A couple of months ago, installation of water heaters on nearly every floor showed up on the critical path. And with one week scheduled for installation per floor, we had water heaters occupying about seven months of the remaining critical path.

I understood how the water heaters wound up on the critical path. The contractor had added activity relationships between water heaters on each floor – something we were calling “crew restraints” way back in the early 1980s.

Here is the funny part. When I filed my report with the owner, the contractor accused me of modifying his schedule update! He had no idea these crew restraints existed or why they had been added. The reality is that the crew restraints had always been in the schedule but due to better progress on other paths, this water heater path had now been exposed.

If you are wondering why water heaters were such a concern, the fact is that most of the interior work (drywall, painting, etc.) had similar crew restraints.
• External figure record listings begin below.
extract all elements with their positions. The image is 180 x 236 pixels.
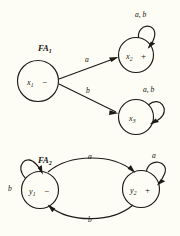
state-y2-circle[interactable] (123, 171, 160, 208)
edge-label-y2-y1: b (88, 215, 92, 224)
loop-label-x2: a, b (135, 10, 147, 19)
arrowhead-x3-loop (150, 119, 159, 125)
state-y2-label: y2 (129, 186, 137, 196)
automaton-fa2: y1 − y2 + (8, 151, 165, 224)
state-x2-label: x2 (125, 52, 133, 62)
automaton-title-fa1: FA1 (37, 43, 52, 54)
loop-label-y1: b (8, 184, 12, 193)
state-x3-label: x3 (128, 114, 136, 124)
state-x1-sign: − (42, 77, 47, 87)
state-x2[interactable]: x2 + (119, 38, 154, 73)
loop-label-x3: a, b (143, 85, 155, 94)
edge-label-x1-x2: a (85, 55, 89, 64)
state-x1[interactable]: x1 − (18, 61, 59, 102)
self-loop-y2 (147, 162, 166, 185)
figure-canvas: x1 − x2 + x3 (0, 0, 180, 236)
edge-label-x1-x3: b (86, 86, 90, 95)
state-y1[interactable]: y1 − (22, 172, 59, 209)
state-y2[interactable]: y2 + (123, 171, 160, 208)
state-x3[interactable]: x3 (119, 100, 154, 135)
state-x3-circle[interactable] (119, 100, 154, 135)
state-y1-circle[interactable] (22, 172, 59, 209)
state-y2-sign: + (145, 185, 150, 195)
self-loop-x3 (149, 102, 165, 125)
state-x1-circle[interactable] (18, 61, 59, 102)
state-x2-circle[interactable] (119, 38, 154, 73)
arrowhead-x1-x2 (109, 57, 119, 62)
state-y1-label: y1 (28, 187, 36, 197)
state-x1-label: x1 (26, 78, 34, 88)
automaton-fa1: x1 − x2 + x3 (18, 10, 165, 135)
automaton-title-fa2: FA2 (37, 155, 52, 166)
state-x2-sign: + (141, 51, 146, 61)
edge-label-y1-y2: a (88, 152, 92, 161)
self-loop-x2 (138, 26, 155, 49)
state-y1-sign: − (44, 186, 49, 196)
loop-label-y2: a (152, 151, 156, 160)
But only the water heaters assumed one floor at a time. I have no idea why. It is clearly a very conservative assumption, and as many of you who read my blog on a regular basis already know, I prefer The Schedule That Can be Beat.

Nevertheless, this project is behind schedule and letting the water heaters control the project completion date is not acceptable. Yet this trend continued for another month. Finally, the contractor revised the logic so that water heaters overlapped on some floors. The critical path is now starting to make a lot more sense.
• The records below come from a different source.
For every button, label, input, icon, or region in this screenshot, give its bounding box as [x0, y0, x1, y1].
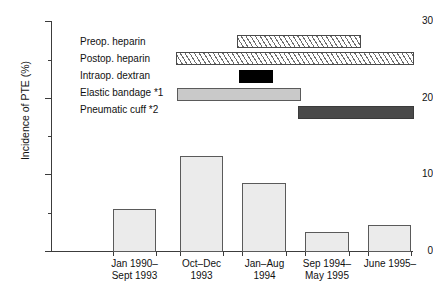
y-tick-label-30: 30 [391, 16, 433, 26]
y-tick-label-10: 10 [391, 169, 433, 179]
x-category-label-3-line1: Jan–Aug [245, 258, 284, 269]
timeline-bar-postop-heparin [176, 52, 414, 65]
x-category-label-4-line1: Sep 1994– [303, 258, 351, 269]
x-category-label-5-line1: June 1995– [364, 258, 416, 269]
y-tick-0 [45, 251, 51, 252]
y-tick-20 [45, 98, 51, 99]
x-tick-4a [305, 252, 306, 256]
x-tick-2b [223, 252, 224, 256]
x-category-label-4-line2: May 1995 [289, 270, 365, 282]
x-tick-4b [349, 252, 350, 256]
x-category-label-1-line1: Jan 1990– [111, 258, 158, 269]
legend-label-postop-heparin: Postop. heparin [80, 53, 150, 64]
y-axis-title: Incidence of PTE (%) [20, 31, 31, 191]
timeline-bar-intraop-dextran [239, 70, 273, 83]
x-tick-3b [286, 252, 287, 256]
timeline-bar-preop-heparin [237, 35, 361, 48]
legend-label-intraop-dextran: Intraop. dextran [80, 70, 150, 81]
y-tick-label-20: 20 [391, 93, 433, 103]
bar-sep1994-may1995 [305, 232, 349, 252]
y-axis-line [51, 21, 52, 252]
timeline-bar-pneumatic-cuff [298, 106, 414, 119]
legend-label-elastic-bandage: Elastic bandage *1 [80, 87, 163, 98]
y-tick-minor-5 [48, 213, 51, 214]
legend-label-preop-heparin: Preop. heparin [80, 36, 146, 47]
x-tick-5b [411, 252, 412, 256]
bar-jan-aug-1994 [242, 183, 286, 252]
x-tick-5a [368, 252, 369, 256]
x-tick-1b [156, 252, 157, 256]
bar-june1995 [368, 225, 411, 252]
legend-label-pneumatic-cuff: Pneumatic cuff *2 [80, 104, 158, 115]
y-tick-minor-15 [48, 136, 51, 137]
y-tick-10 [45, 174, 51, 175]
x-category-label-2-line1: Oct–Dec [182, 258, 221, 269]
timeline-bar-elastic-bandage [177, 88, 301, 101]
x-axis-line [51, 251, 413, 252]
pte-incidence-chart: Incidence of PTE (%) 0 10 20 30 Preop. h… [0, 0, 433, 296]
bar-oct-dec-1993 [180, 156, 223, 252]
x-category-label-5: June 1995– [352, 258, 428, 270]
x-tick-2a [180, 252, 181, 256]
bar-jan1990-sept1993 [113, 209, 156, 252]
y-tick-minor-25 [48, 60, 51, 61]
x-category-label-1-line2: Sept 1993 [97, 270, 172, 282]
y-tick-30 [45, 21, 51, 22]
x-tick-1a [113, 252, 114, 256]
x-tick-3a [242, 252, 243, 256]
x-category-label-1: Jan 1990– Sept 1993 [97, 258, 172, 282]
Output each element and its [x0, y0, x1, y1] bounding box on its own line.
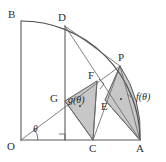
vertex-label-F: F — [88, 70, 94, 81]
vertex-label-E: E — [101, 101, 108, 112]
segment-DP — [65, 26, 120, 66]
angle-label-theta: θ — [33, 125, 38, 135]
center-dot-f-region — [120, 98, 122, 100]
figure-canvas — [0, 0, 166, 162]
region-label-g-theta: g(θ) — [68, 95, 85, 105]
vertex-label-G: G — [50, 93, 58, 104]
vertex-label-C: C — [89, 143, 96, 154]
vertex-label-A: A — [136, 143, 144, 154]
vertex-label-D: D — [58, 12, 66, 23]
vertex-label-P: P — [118, 52, 124, 63]
geometry-figure: B D P F E G O C A f(θ) g(θ) θ — [0, 0, 166, 162]
shaded-region-g-theta — [65, 81, 97, 140]
right-angle-mark-baseline — [59, 134, 65, 140]
vertex-label-B: B — [8, 9, 15, 20]
center-dot-g-region — [79, 105, 81, 107]
vertex-label-O: O — [7, 141, 15, 152]
region-label-f-theta: f(θ) — [136, 92, 150, 102]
That’s just it. A good scheduler should know what belongs on the critical path. Even when I am still building the baseline schedule I have an idea of what will be critical. During the monthly updates I believe I know what should be critical as well if my logic is still valid and the contractor makes sufficient progress.

Submittals tend to be ignored by the contractor because so many of them have large float values. Whenever a submittal pops up on the critical path after I make a preliminary run of the monthly update I get very suspicious. Most of the time, the contractor’s memory improves dramatically when I tell him a submittal is on the critical path (“oh yeah, we submitted those shop drawings weeks ago!”).
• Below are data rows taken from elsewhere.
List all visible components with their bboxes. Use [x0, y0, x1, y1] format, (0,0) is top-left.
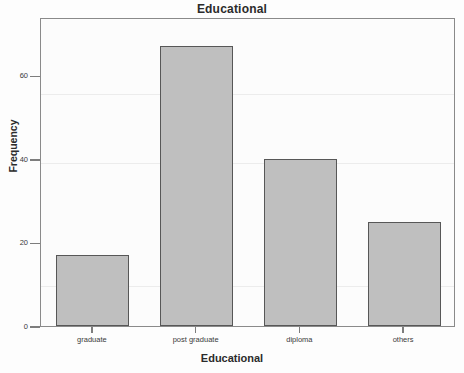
x-tick-label: post graduate	[136, 335, 256, 344]
x-tick-mark	[402, 327, 403, 333]
bar-post-graduate[interactable]	[160, 46, 233, 326]
y-tick-label: 40	[0, 155, 28, 164]
y-tick-mark	[30, 159, 40, 160]
bar-graduate[interactable]	[56, 255, 129, 326]
y-axis-title: Frequency	[7, 101, 19, 191]
x-tick-label: graduate	[32, 335, 152, 344]
x-tick-label: diploma	[239, 335, 359, 344]
y-tick-mark	[30, 243, 40, 244]
x-tick-mark	[91, 327, 92, 333]
wash-line	[41, 94, 454, 95]
plot-area	[40, 18, 455, 327]
y-tick-label: 20	[0, 238, 28, 247]
bar-diploma[interactable]	[264, 159, 337, 326]
x-tick-mark	[195, 327, 196, 333]
plot-inner	[41, 19, 454, 326]
x-tick-label: others	[343, 335, 463, 344]
chart-title: Educational	[0, 2, 464, 16]
bar-others[interactable]	[368, 222, 441, 326]
bar-chart-figure: Educational Frequency 0204060 graduatepo…	[0, 0, 464, 373]
wash-line	[41, 163, 454, 164]
x-axis-title: Educational	[0, 352, 464, 364]
y-tick-label: 0	[0, 322, 28, 331]
y-tick-label: 60	[0, 71, 28, 80]
y-tick-mark	[30, 326, 40, 327]
y-tick-mark	[30, 76, 40, 77]
x-tick-mark	[299, 327, 300, 333]
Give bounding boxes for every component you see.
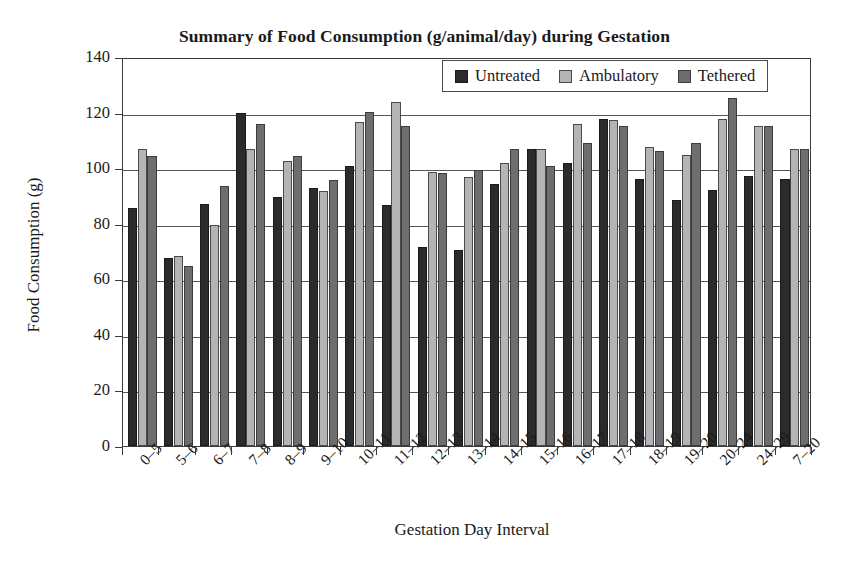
- x-tick-mark: [485, 447, 486, 455]
- bar-ambulatory: [790, 149, 799, 446]
- chart-title: Summary of Food Consumption (g/animal/da…: [0, 26, 849, 47]
- bar-ambulatory: [138, 149, 147, 446]
- bar-untreated: [635, 179, 644, 446]
- x-tick-mark: [775, 447, 776, 455]
- bar-untreated: [236, 113, 245, 446]
- bar-group: [200, 59, 229, 446]
- bar-ambulatory: [391, 102, 400, 446]
- bar-group: [382, 59, 411, 446]
- bar-untreated: [490, 184, 499, 446]
- x-tick-mark: [738, 447, 739, 455]
- bar-tethered: [619, 126, 628, 446]
- bar-group: [236, 59, 265, 446]
- bar-groups: [123, 59, 810, 446]
- y-axis-title: Food Consumption (g): [24, 125, 44, 385]
- bar-tethered: [800, 149, 809, 446]
- bar-tethered: [438, 173, 447, 446]
- bar-tethered: [401, 126, 410, 446]
- y-tick-label: 140: [64, 47, 110, 67]
- bar-tethered: [510, 149, 519, 446]
- bar-tethered: [365, 112, 374, 446]
- bar-tethered: [691, 143, 700, 446]
- bar-untreated: [454, 250, 463, 447]
- bar-ambulatory: [319, 191, 328, 446]
- bar-untreated: [200, 204, 209, 446]
- bar-tethered: [728, 98, 737, 446]
- y-tick-mark: [115, 169, 122, 170]
- x-tick-mark: [521, 447, 522, 455]
- bar-group: [780, 59, 809, 446]
- chart-figure: Summary of Food Consumption (g/animal/da…: [0, 0, 849, 571]
- legend-swatch-ambulatory-icon: [559, 70, 572, 83]
- bar-untreated: [527, 149, 536, 446]
- bar-untreated: [672, 200, 681, 447]
- bar-ambulatory: [355, 122, 364, 446]
- bar-group: [708, 59, 737, 446]
- bar-ambulatory: [609, 120, 618, 446]
- bar-tethered: [256, 124, 265, 446]
- x-tick-mark: [630, 447, 631, 455]
- bar-tethered: [474, 170, 483, 446]
- legend-swatch-tethered-icon: [678, 70, 691, 83]
- y-tick-label: 40: [64, 325, 110, 345]
- bar-untreated: [273, 197, 282, 446]
- plot-area: [122, 58, 811, 447]
- bar-ambulatory: [428, 172, 437, 446]
- bar-tethered: [220, 186, 229, 446]
- bar-tethered: [583, 143, 592, 446]
- legend-label: Tethered: [698, 66, 755, 86]
- bar-tethered: [546, 166, 555, 446]
- bar-untreated: [599, 119, 608, 446]
- bar-ambulatory: [210, 225, 219, 447]
- x-tick-mark: [593, 447, 594, 455]
- bar-group: [309, 59, 338, 446]
- bar-untreated: [744, 176, 753, 446]
- bar-group: [635, 59, 664, 446]
- x-tick-mark: [412, 447, 413, 455]
- y-tick-mark: [115, 280, 122, 281]
- y-tick-mark: [115, 225, 122, 226]
- x-tick-mark: [195, 447, 196, 455]
- y-tick-label: 100: [64, 158, 110, 178]
- bar-tethered: [655, 151, 664, 446]
- x-tick-mark: [702, 447, 703, 455]
- x-tick-mark: [231, 447, 232, 455]
- bar-ambulatory: [174, 256, 183, 446]
- bar-ambulatory: [645, 147, 654, 446]
- bar-tethered: [764, 126, 773, 446]
- bar-ambulatory: [573, 124, 582, 446]
- legend-item-untreated: Untreated: [455, 66, 540, 86]
- bar-untreated: [563, 163, 572, 446]
- bar-tethered: [184, 266, 193, 446]
- y-tick-label: 20: [64, 380, 110, 400]
- bar-group: [527, 59, 556, 446]
- x-axis-title: Gestation Day Interval: [122, 520, 822, 540]
- x-tick-mark: [666, 447, 667, 455]
- bar-untreated: [418, 247, 427, 446]
- x-tick-mark: [340, 447, 341, 455]
- legend-item-tethered: Tethered: [678, 66, 755, 86]
- bar-untreated: [309, 188, 318, 446]
- y-tick-label: 0: [64, 436, 110, 456]
- bar-group: [563, 59, 592, 446]
- bar-group: [672, 59, 701, 446]
- bar-ambulatory: [283, 161, 292, 446]
- x-tick-mark: [448, 447, 449, 455]
- x-tick-mark: [158, 447, 159, 455]
- bar-group: [418, 59, 447, 446]
- bar-tethered: [147, 156, 156, 446]
- bar-untreated: [708, 190, 717, 446]
- y-tick-label: 60: [64, 269, 110, 289]
- bar-group: [490, 59, 519, 446]
- y-tick-label: 80: [64, 214, 110, 234]
- bar-untreated: [382, 205, 391, 446]
- legend-label: Ambulatory: [579, 66, 659, 86]
- bar-ambulatory: [464, 177, 473, 446]
- bar-ambulatory: [536, 149, 545, 446]
- legend-label: Untreated: [475, 66, 540, 86]
- bar-ambulatory: [246, 149, 255, 446]
- legend-item-ambulatory: Ambulatory: [559, 66, 659, 86]
- chart-legend: UntreatedAmbulatoryTethered: [442, 60, 768, 92]
- bar-ambulatory: [682, 155, 691, 446]
- x-tick-mark: [376, 447, 377, 455]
Schedulers cannot afford to be gullible. People gives us bad data all the time and expect a good result. Not going to happen! The guy who told me he was 75 percent complete last month will report that he is 60 percent complete this month. Which number is the truth? The reality is that we tend to get better information on the most critical activities because everyone more or less understands what “critical” means (fingers crossed).

So how do we avoid becoming pigeons? Here are a few things to consider:

  1. Never publish a schedule until the draft version has been reviewed by the project stakeholders. We do not want someone coming back and saying the logic is wrong, the durations are a fantasy, etc. after the schedule has been submitted to the owner.
  2. Use Activity Steps on complex tasks to make it easier to report progress. I think Activity Steps are one of the best features in Primavera P6 ignored by most casual users.
  3. “Gut check” the critical path. Even if the critical path seems acceptable to other project stakeholders, they are probably not scheduling experts and they certainly do not understand the details of the schedule nearly as well.
  4. Always use Retained Logic as the scheduling method in Primavera P6 for activities with progress. Nothing keeps you, and everyone else, honest like being confronted with out-of-sequence work.
  5. Avoid unnecessary logic changes. If the project is not going according to plan, why? If the owner is causing work to be performed out-of-sequence we need to preserve the logic to show the delay. But if the contractor has simply changed his mind, by all means modify the logic to keep it realistic.
  6. Educate yourself. If scheduling is not something you really understand, you need training or guidance. I studied CPM in college, but I really did not know how to apply it correctly until I started working side-by-side with professional schedulers.

There you have it. Spread your wings and fly! Okay, so perhaps that is not really the best metaphor.